Above all, there’s the rehabilitation of Bertie Wooster, who in Schott’s parallel take on Wodehouse’s world has experienced an intellectual renaissance. The loveable, affable, dependent and dependable Wooster is, in this book, a sort of a cross between Noel Coward and, I suppose, Jeeves. He’s witty and urbane and he regularly and handily gets the better of the dangerous and devious Roderick Spode (Lord Sidcup, to you), who himself has been recast, ham-handedly in some cases, as a Trumpian oaf.

Consequently, the role of Jeeves is rewritten as well. It’s also diminished, not inconsiderably, and the title character has been largely reduced to a supporting technician, working behind the scenes to advance the plot in improbable ways.

Improbable and, rather often, inscrutable. For instance, there’s an entirely extraneous scene set in Eulalie Soeurs, quality foundation garments for discerning ladies, and Spode’s dark secret from The Code of the Woosters. The sequence is so unfunny and awkward that it’s tempting to assume that it’s a genuine editing oversight, something left in from a frivolous early draft in which The King of Clubs was initially going to be written as a Kafkaesque allegory. It’s when encountering these digressions that it becomes most valuable to recall that you’re reading an homage, because as comical and theatrical a scene might be in a Wodehouse plot, it’s always at least tangentially related to the story at hand.

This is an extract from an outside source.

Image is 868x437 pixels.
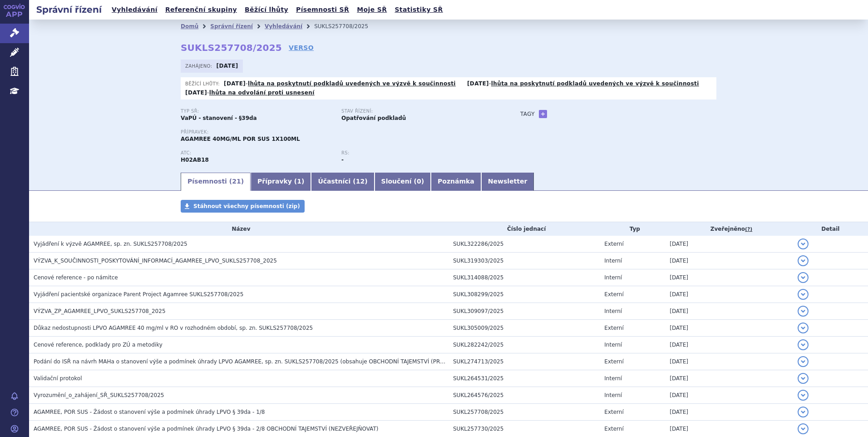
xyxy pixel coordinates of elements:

Some and probably most of these departures are unavoidable and predicated on one of the pillar assumptions made by Schott — that readers want to see Jeeves and Wooster address larger threats than crossing Aunt Agatha or marrying Honoria Glossop or facing twenty-eight days without the option. In this variation of Wodehouse’s Britain, war is looming, and his majesty’s government must call upon the wily duo to foil Fifth Columnists already operating within the borders of the kingdom. The theme is a provocative mashup — like those literary exercises that ask how Pride and Prejudice might have unfolded if Netherfield had been besieged by zombies. In Jeeves and the King of Clubs, however, nothing seems to actually get resolved, which may be on its own the single greatest liberty taken by Schott.

Which might leave someone who has yet to read the King of Clubs wondering when all this homaging starts. The answer is the very first line, which is a delight, and representative of a slew of rapid-fire crackers that Schott sets off with not merely an uncanny impersonation of Wodehouse’s voice but a more than passing resemblance to the Master’s apparent ease of execution. There are some clunkers — not the least of which is the jarringly bad joke about Marx and Engels which literally caused me to put the book down for a day — but even they serve to give the breezy narrative style a foundation of confidence, a plucky indifference to the gravity of drafting two beloved icons into the fight against fascism and parachuting them, metaphorically, behind enemy lines.

In Jeeves and the Wedding Bells, Sebastian Faulks carefully and gently nudged the canon over the line that Wodehouse dared never cross. That was homage. Jeeves and the King of Clubs is more daring than that, more exhaustive, more to My Man Jeeves as Robert Downey Junior’s interpretation of Sherlock Holmes is to the Hound of the Baskervilles.

It’s helpful to think of Jeeves and the King of Clubs as an homage to Wodehouse, but it’s even more helpful to read it as a reboot of the Jeeves and Wooster franchise.